Thursday, January 3, 2013

Nazi Occupation of Holland - Random Executions

When I was a docent at a B-17 Museum in Tucson, I frequently engaged European visitors and chatted them up on their country, their history and, hopefully their remembrances of World War II.
    An older man was a child during the Nazi occupation of Holland and remembered hiding in his cellar in Amsterdam. He lived in town with his mother and father who was a pharmacist. The Nazis didn't hassle his parents because their jobs were "vital" to the occupiers. They were, he told me, taking children hostage for obvious reasons, among them, child labor in factories.
    Often, the old man said, the German Storm Troopers stationed on each street corners, would grab Dutch folks walking along the street and line them up against a wall and execute them by firing squad. No reason, just arbitrarily pick at random, some man or woman coming home from work, at the point of a bayonet against a wall, with a dozen other fellow citizens, and shoot them.

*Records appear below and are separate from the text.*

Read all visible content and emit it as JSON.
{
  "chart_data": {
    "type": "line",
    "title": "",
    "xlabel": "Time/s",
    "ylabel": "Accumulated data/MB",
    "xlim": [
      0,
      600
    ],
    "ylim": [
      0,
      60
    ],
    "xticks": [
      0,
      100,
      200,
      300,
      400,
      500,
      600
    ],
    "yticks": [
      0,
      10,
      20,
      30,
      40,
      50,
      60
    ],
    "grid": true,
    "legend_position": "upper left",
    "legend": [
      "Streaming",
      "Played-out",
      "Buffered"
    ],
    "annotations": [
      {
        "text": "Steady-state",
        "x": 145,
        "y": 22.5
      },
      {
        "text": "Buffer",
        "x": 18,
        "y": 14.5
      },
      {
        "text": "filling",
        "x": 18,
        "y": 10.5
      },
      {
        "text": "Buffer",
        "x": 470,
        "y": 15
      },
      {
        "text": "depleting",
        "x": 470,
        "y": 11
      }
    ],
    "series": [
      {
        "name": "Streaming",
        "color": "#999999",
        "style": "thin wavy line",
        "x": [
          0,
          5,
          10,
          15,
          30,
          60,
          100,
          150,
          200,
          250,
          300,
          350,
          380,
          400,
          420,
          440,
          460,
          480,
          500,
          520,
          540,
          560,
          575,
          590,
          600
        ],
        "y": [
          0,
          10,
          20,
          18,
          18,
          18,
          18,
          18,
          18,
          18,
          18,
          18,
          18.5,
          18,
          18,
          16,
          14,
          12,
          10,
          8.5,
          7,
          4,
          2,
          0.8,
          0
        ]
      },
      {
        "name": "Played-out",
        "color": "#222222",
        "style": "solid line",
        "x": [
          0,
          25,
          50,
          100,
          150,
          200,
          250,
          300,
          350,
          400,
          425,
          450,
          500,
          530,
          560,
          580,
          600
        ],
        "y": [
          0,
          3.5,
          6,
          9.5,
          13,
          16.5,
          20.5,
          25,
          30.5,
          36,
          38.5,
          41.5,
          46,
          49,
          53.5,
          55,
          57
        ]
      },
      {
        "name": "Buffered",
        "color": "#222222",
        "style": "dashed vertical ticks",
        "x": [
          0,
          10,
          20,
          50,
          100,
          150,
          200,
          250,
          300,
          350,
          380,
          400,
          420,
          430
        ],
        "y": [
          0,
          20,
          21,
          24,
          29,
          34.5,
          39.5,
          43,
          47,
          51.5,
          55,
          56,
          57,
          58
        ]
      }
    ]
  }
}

    One afternoon, after lunch, there was a commotion right outside his cellar window, the man turned off his light, slowly opened his curtains and peered out. German soldiers were grabbing up his next door neighbors, their kids that were his best friends, children up the street, the minister from the church at the corner, about 35 in all.
    Within two minutes. a half dozen storm troopers machine-gunned all 35 people, most of his friends, their parents, his minister, and one of his cousins, he told me. The Germans, when they first arrived in Amsterdam disarmed the populace, shot the governor and neutered the government..
     In my time at that museum, I heard a hundred stories like that. The most horrific was of the French Villiage of Ora Dor sur Glane.